In his quirky but groundbreaking book, Operating Manual for Spaceship Earth, Buckminster Fuller pointed out that if you are aboard a sinking ship, even a floating piano top can look extremely promising. But Fuller also notes that this doesn’t mean a piano top is the ideal design for a flotation device.
To continue the metaphor, in the absence of anything like a global plan to combat the planetary climate crisis, we seem to be searching the horizon for piano tops, forcing ourselves into a series of more and more uncomfortable decisions regarding energy, resources and the ecology that supports us. In almost every sphere of the environmental movement, you see strategies once considered beyond the pale under serious consideration–only because the options grow worse and worse each day. Should we allow hydro-fracturing for shale gas if it keeps us from using the even more damaging Canadian tar sands? If we could eliminate mountaintop removal to extract coal by ramping up our nuclear power output shouldn’t we consider doing that? Even if tomorrow there were some miraculous global compact to transition to 100% renewable energy, these questions would need to be resolved to determine how we bridge to that desired outcome.
A recent addition to this growing list of uncomfortable strategies under consideration is geoengineering: the science of intentionally altering the earth’s atmosphere to curb the rise in average global temperature. As we continue to burn fossil fuels at a breakneck pace and as negative feedback loops in the global system (like the growing seasonal reductions in the polar ice cap or the release of methane from melting permafrost grow worse much more quickly than expected, a growing chorus advocates for a dramatic response: injecting sulfate particles into the atmosphere that will reflect significant amounts of the sun’s heat, thereby slowing the rise in global temperature.
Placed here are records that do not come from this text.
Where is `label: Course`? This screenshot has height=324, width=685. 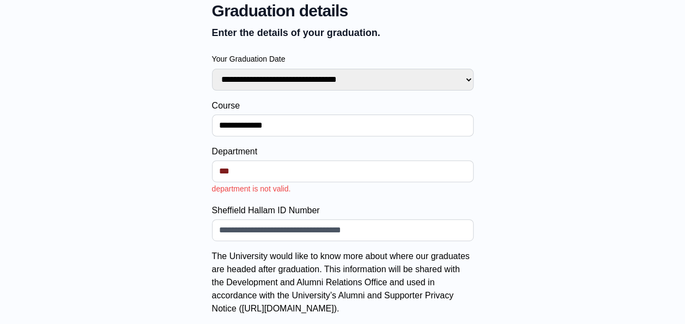
label: Course is located at coordinates (343, 106).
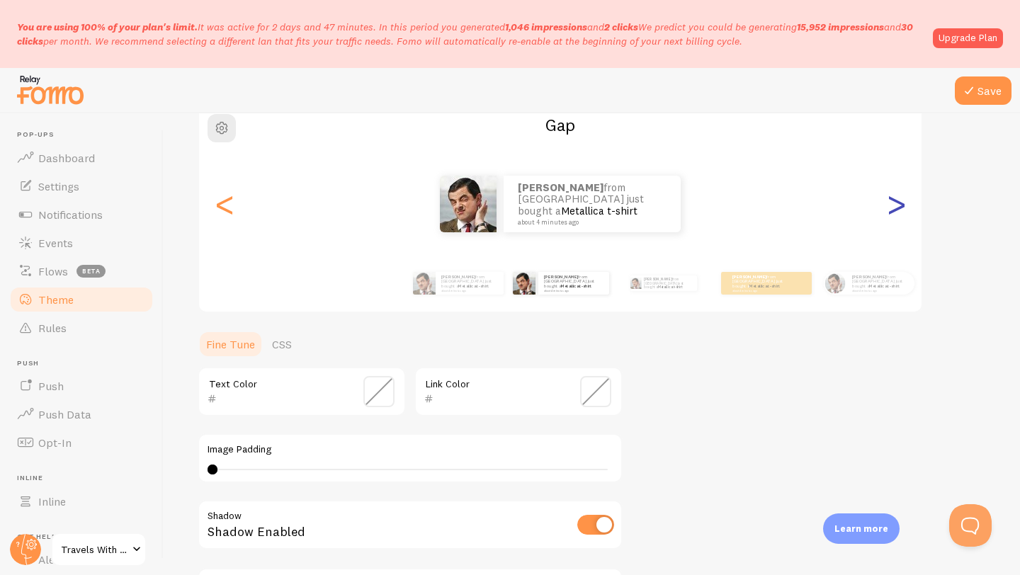 The image size is (1020, 575). I want to click on a: Upgrade Plan, so click(968, 38).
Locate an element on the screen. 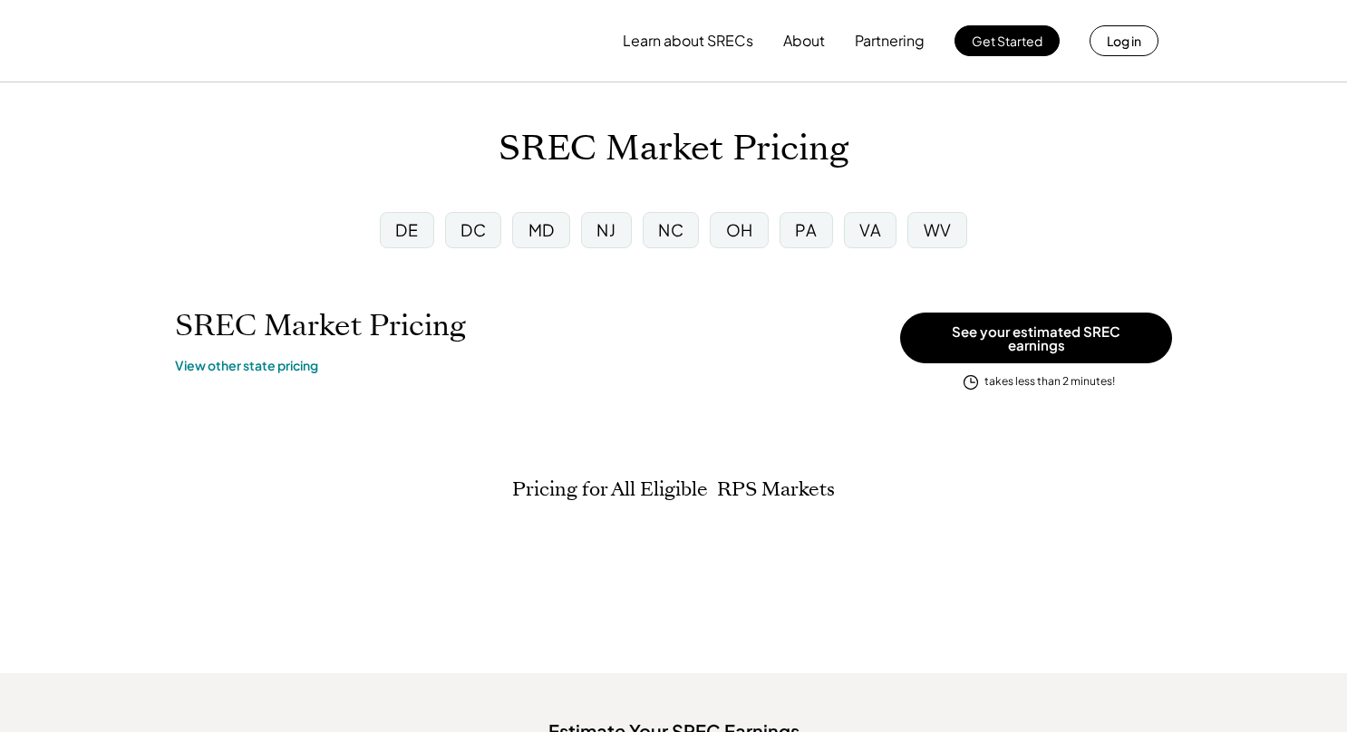 Image resolution: width=1347 pixels, height=732 pixels. div: View other state pricing is located at coordinates (247, 366).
What might once have sounded liked science fiction is being studied and discussed by reasonable, intelligent people with no particular ax to grind.
A few weeks back Michael Specter at the New Yorker did a wonderful job of summing up the recent scientific activity in the field, and there have been other discussions of the subject at Scientific American and Wired. Yale 360 surveyed the pros and cons here.
The basic idea is to mimic a major volcanic eruption, without the big bang and the earthquakes. When Mount Pinatubo erupted in 1991, huge quantities of sulfur dioxide were released into the atmosphere and a period of global cooling followed. Scientists surmise that a continued infusion of sulfates would result in long-term cooling of global average temperature. Tinkering with the earth’s atmosphere is not for the faint of heart. Somehow filling the atmosphere with sulfates would need to happen every year, in perpetuity, or the cooling effects would cease. Perhaps more importantly, many are concerned that even discussing the concept of geoengineering will give those that are already complacent about climate change an excuse to ignore the subject entirely under the assumption that a simple technical fix will be found. Others have pointed out that simply reflecting the sun’s heat while continuing to pump CO2 into the atmosphere will do nothing to curb acidification of our oceans, one of the most dreadful and largely ignored impacts of the current climate crisis.
Ultimately, what should give us pause about geoengineering are the things we don’t know. The atmosphere is too complex a system to think that we can start mucking with it and have anything like a comprehensive sense of the repercussions. For instance, many fear that geoengineering has the potential to seriously disrupt the Indian monsoon. The list of things we don’t know about how the atmosphere interacts with our planetary ecology is almost unfathomably long. I was reminded of this when someone recently described to me the relatively recent discovery of ballooning spiders, which cast their gossamer into the air like a sail and are carried off by the wind to new domains. These spiders have been found upwards of 16,000 feet above sea level and travel many hundreds of miles. Will geoengineering impact this species? I doubt anyone really knows. And how many others are there like them? Or consider the emerging understanding about how microbes in our stratosphere impact rainfall, disease and climate? How will geoengineering affect this almost unknown ecology?
Humans have a tendency to assume that what we know is all there is to know, or close to it. Ultimately, the thing that should make us wary of geoengineering is the same thing that should lead us to slow our emission of greenhouse gases, because we don’t really know how it will impact our otherwise stable global climate.